A recent report from CNBC
claims that Silicon Valley tech giants are likely to expand their business into
the world of finance even further in 2020, but many want to avoid the hassle of
becoming a fully-fledged bank. With Facebook announcing its own cryptocurrency,
Googles plans to introduce consumer bank account sin collaboration with
Citibank, and Apple’s new credit card in partnership with Goldman Sachs,
finance seems to be a major focus for tech firms.
CNBC writes:
Though their products are different,
both firms share something in common: they have no plans to become regulated
financial institutions like Citi or Goldman. While Big Tech — a group of
companies that includes Google, Amazon, Facebook and Apple — will undoubtedly push deeper into finance this
year, their progress in banking will be “more of a slow creep than big
strides,” said Sarah Kocianski, head of research at fintech consultancy 11:FS.
“The big tech firms will continue to
add services that are peripheral to banking to their existing offerings,
without going full-stack banking,” she said. “The headache of getting, and
maintaining, a banking license would likely be considered too big a risk for these
companies. Instead, they will continue to operate with licensed partners.”
But, Accenture’s global payments lead, Sulabh Agarwal stated when asked
that it makes little sense for tech firms to become banks. “Do I expect them to
become banks? I don’t think so do. I expect them to create new services to
enhance their propositions,” Argawal stated.
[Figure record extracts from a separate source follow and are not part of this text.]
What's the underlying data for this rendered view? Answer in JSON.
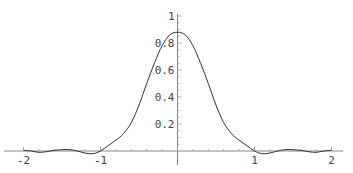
{
  "chart_data": {
    "type": "line",
    "title": "",
    "xlabel": "",
    "ylabel": "",
    "xlim": [
      -2.05,
      2.05
    ],
    "ylim": [
      -0.04,
      1.0
    ],
    "grid": false,
    "legend": null,
    "x_ticks": [
      {
        "value": -2,
        "label": "-2"
      },
      {
        "value": -1,
        "label": "-1"
      },
      {
        "value": 1,
        "label": "1"
      },
      {
        "value": 2,
        "label": "2"
      }
    ],
    "y_ticks": [
      {
        "value": 0.2,
        "label": "0.2"
      },
      {
        "value": 0.4,
        "label": "0.4"
      },
      {
        "value": 0.6,
        "label": "0.6"
      },
      {
        "value": 0.8,
        "label": "0.8"
      },
      {
        "value": 1.0,
        "label": "1"
      }
    ],
    "series": [
      {
        "name": "curve",
        "color": "#333333",
        "x": [
          -2.0,
          -1.9,
          -1.8,
          -1.7,
          -1.6,
          -1.5,
          -1.4,
          -1.3,
          -1.2,
          -1.1,
          -1.0,
          -0.9,
          -0.8,
          -0.7,
          -0.6,
          -0.5,
          -0.4,
          -0.3,
          -0.2,
          -0.1,
          0.0,
          0.1,
          0.2,
          0.3,
          0.4,
          0.5,
          0.6,
          0.7,
          0.8,
          0.9,
          1.0,
          1.1,
          1.2,
          1.3,
          1.4,
          1.5,
          1.6,
          1.7,
          1.8,
          1.9,
          2.0
        ],
        "y": [
          0.005,
          0.0,
          -0.01,
          -0.005,
          0.005,
          0.01,
          0.01,
          0.0,
          -0.015,
          -0.02,
          0.0,
          0.04,
          0.08,
          0.13,
          0.21,
          0.34,
          0.5,
          0.65,
          0.78,
          0.86,
          0.88,
          0.86,
          0.78,
          0.65,
          0.5,
          0.34,
          0.21,
          0.13,
          0.08,
          0.04,
          0.0,
          -0.02,
          -0.015,
          0.0,
          0.01,
          0.01,
          0.005,
          -0.005,
          -0.01,
          0.0,
          0.005
        ]
      }
    ]
  }
}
Facebook is making moves on two
fronts in the world of finance, with its digital currency Libra and with its
payment processing platform Facebook Pay. CNBC writes:
“The theory goes that if 2 billion
people were to withdraw their deposits from the banking system and move them
into Libra tokens, you’d effectively have a run on the banks,” said Simon Taylor,
co-founder and blockchain lead at 11:FS. “Facebook is absolutely big enough for
that to be plausible, but whether or not it happens depends much more on what
consumer problem is being solved.”
Aside from libra, Facebook is also
consolidating its payment products under a new brand called
Facebook Pay. Uber, like its Southeast Asian competitor Grab, is moving further into finance with a division called Uber Money that houses a digital
wallet and upgraded payment cards. They’ll face competition from the likes of
Google Pay and Apple Pay in the U.S. and Chinese payment apps like Alipay and WeChat Pay.
E-commerce giant Amazon is already
in the process of lending out money but has yet to break into consumer banking.
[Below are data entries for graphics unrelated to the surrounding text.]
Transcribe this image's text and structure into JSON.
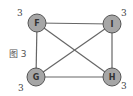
{
  "caption": "图 3",
  "colors": {
    "node_fill": "#a6a6a6",
    "node_stroke": "#555555",
    "edge": "#666666"
  },
  "nodes": [
    {
      "id": "F",
      "label": "F",
      "x": 37,
      "y": 23,
      "degree": "3",
      "degree_x": 17,
      "degree_y": 16
    },
    {
      "id": "I",
      "label": "I",
      "x": 112,
      "y": 24,
      "degree": "3",
      "degree_x": 121,
      "degree_y": 16
    },
    {
      "id": "G",
      "label": "G",
      "x": 36,
      "y": 77,
      "degree": "3",
      "degree_x": 18,
      "degree_y": 91
    },
    {
      "id": "H",
      "label": "H",
      "x": 112,
      "y": 77,
      "degree": "3",
      "degree_x": 121,
      "degree_y": 89
    }
  ],
  "edges": [
    [
      "F",
      "I"
    ],
    [
      "F",
      "G"
    ],
    [
      "F",
      "H"
    ],
    [
      "I",
      "G"
    ],
    [
      "I",
      "H"
    ],
    [
      "G",
      "H"
    ]
  ]
}
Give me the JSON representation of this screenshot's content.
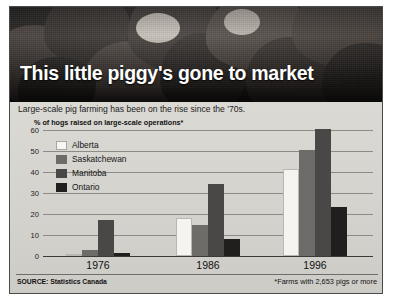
{
  "headline": "This little piggy's gone to market",
  "deck": "Large-scale pig farming has been on the rise since the '70s.",
  "axis_caption": "% of hogs raised on large-scale operations*",
  "source_note": "SOURCE: Statistics Canada",
  "footnote": "*Farms with 2,653 pigs or more",
  "photo": {
    "alt_name": "pigs-photograph",
    "description": "Herd of pigs packed together, black and white photograph"
  },
  "colors": {
    "alberta": "#f5f4f0",
    "saskatchewan": "#6e6c69",
    "manitoba": "#4a4846",
    "ontario": "#201f1e",
    "panel_background": "#d8d6d1",
    "gridline": "#8d8b86",
    "frame_border": "#4a4a4a"
  },
  "chart_data": {
    "type": "bar",
    "title": "This little piggy's gone to market",
    "subtitle": "Large-scale pig farming has been on the rise since the '70s.",
    "xlabel": "",
    "ylabel": "% of hogs raised on large-scale operations*",
    "ylim": [
      0,
      60
    ],
    "yticks": [
      0,
      10,
      20,
      30,
      40,
      50,
      60
    ],
    "ytick_labels": [
      "0",
      "10",
      "20",
      "30",
      "40",
      "50",
      "60"
    ],
    "grid": true,
    "legend_position": "inside-upper-left",
    "categories": [
      "1976",
      "1986",
      "1996"
    ],
    "series": [
      {
        "name": "Alberta",
        "values": [
          1,
          18,
          41
        ]
      },
      {
        "name": "Saskatchewan",
        "values": [
          3,
          14.5,
          50
        ]
      },
      {
        "name": "Manitoba",
        "values": [
          17,
          34,
          60
        ]
      },
      {
        "name": "Ontario",
        "values": [
          1.5,
          8,
          23
        ]
      }
    ],
    "annotations": [
      "*Farms with 2,653 pigs or more"
    ],
    "source": "SOURCE: Statistics Canada"
  }
}
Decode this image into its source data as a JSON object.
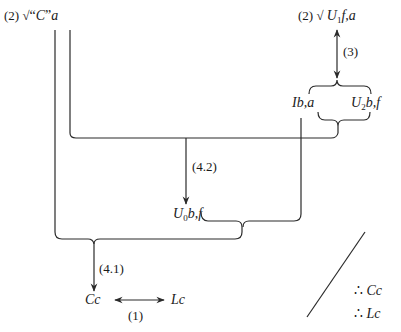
{
  "diagram": {
    "nodes": {
      "top_left": {
        "prefix": "(2) √",
        "quote_open": "“",
        "var": "C",
        "quote_close": "”",
        "suffix": "a"
      },
      "top_right": {
        "prefix": "(2) √ ",
        "var": "U",
        "sub": "1",
        "suffix": "f,a"
      },
      "ib_a": {
        "text": "Ib,a"
      },
      "u2": {
        "var": "U",
        "sub": "2",
        "suffix": "b,f"
      },
      "u0": {
        "var": "U",
        "sub": "0",
        "suffix": "b,f"
      },
      "cc": {
        "text": "Cc"
      },
      "lc": {
        "text": "Lc"
      }
    },
    "edge_labels": {
      "step3": "(3)",
      "step42": "(4.2)",
      "step41": "(4.1)",
      "step1": "(1)"
    },
    "conclusions": [
      {
        "symbol": "∴",
        "text": "Cc"
      },
      {
        "symbol": "∴",
        "text": "Lc"
      }
    ],
    "colors": {
      "stroke": "#2a2a2a",
      "background": "#ffffff"
    }
  }
}
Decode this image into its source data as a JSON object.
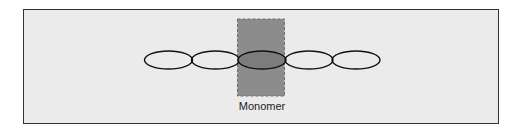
{
  "diagram": {
    "type": "polymer-chain",
    "monomer_label": "Monomer",
    "units": 5,
    "highlighted_unit_index": 2,
    "colors": {
      "background": "#ebebeb",
      "frame_border": "#333333",
      "highlight_fill": "#8c8c8c",
      "highlight_border": "#707070",
      "unit_stroke": "#111111"
    }
  }
}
It should be noted that Amazon at one point set up a student loan scheme in
2016 with Wells Fargo which shut down shortly afterward. Sarah Kocianski,
head of research at fintech consultancy 11:FS, stated that there
was “every reason to suspect they’ve learned from that.”
Lucas Nolan is a reporter for Breitbart
News covering issues of free speech and online censorship. Follow him on
Twitter @LucasNolan or email him at lnolan@breitbart.com
Exclusive–Mo
Brooks: ‘Masters of the Universe’ Want More Immigration to ‘Decrease Incomes of
Americans’
Bob Gathany / AL.com via AP
3:19
Rep. Mo Brooks
(R-AL) says the “Masters of the Universe” want more legal immigration to the
United States to further diminish the incomes of American working and
middle-class families.
In an exclusive interview with SiriusXM Patriot’s Breitbart News Tonight, Brooks said
recent demands to increase the number of foreign workers coming to the U.S. to
compete against American citizens for jobs is merely an effort by corporations
to deplete the earnings of Americans.
Brooks said:
I’m not a part of the Masters of the Universe crowd who thinks we
ought to be bringing in all this foreign labor and the reason for it is pure economics. This is the chance for Americans and lawful immigrants who are already here who are working
in the blue-collar trades, who are working in the places where
wages are not as high they ought to be, this is their chance to prosper. [Emphasis added]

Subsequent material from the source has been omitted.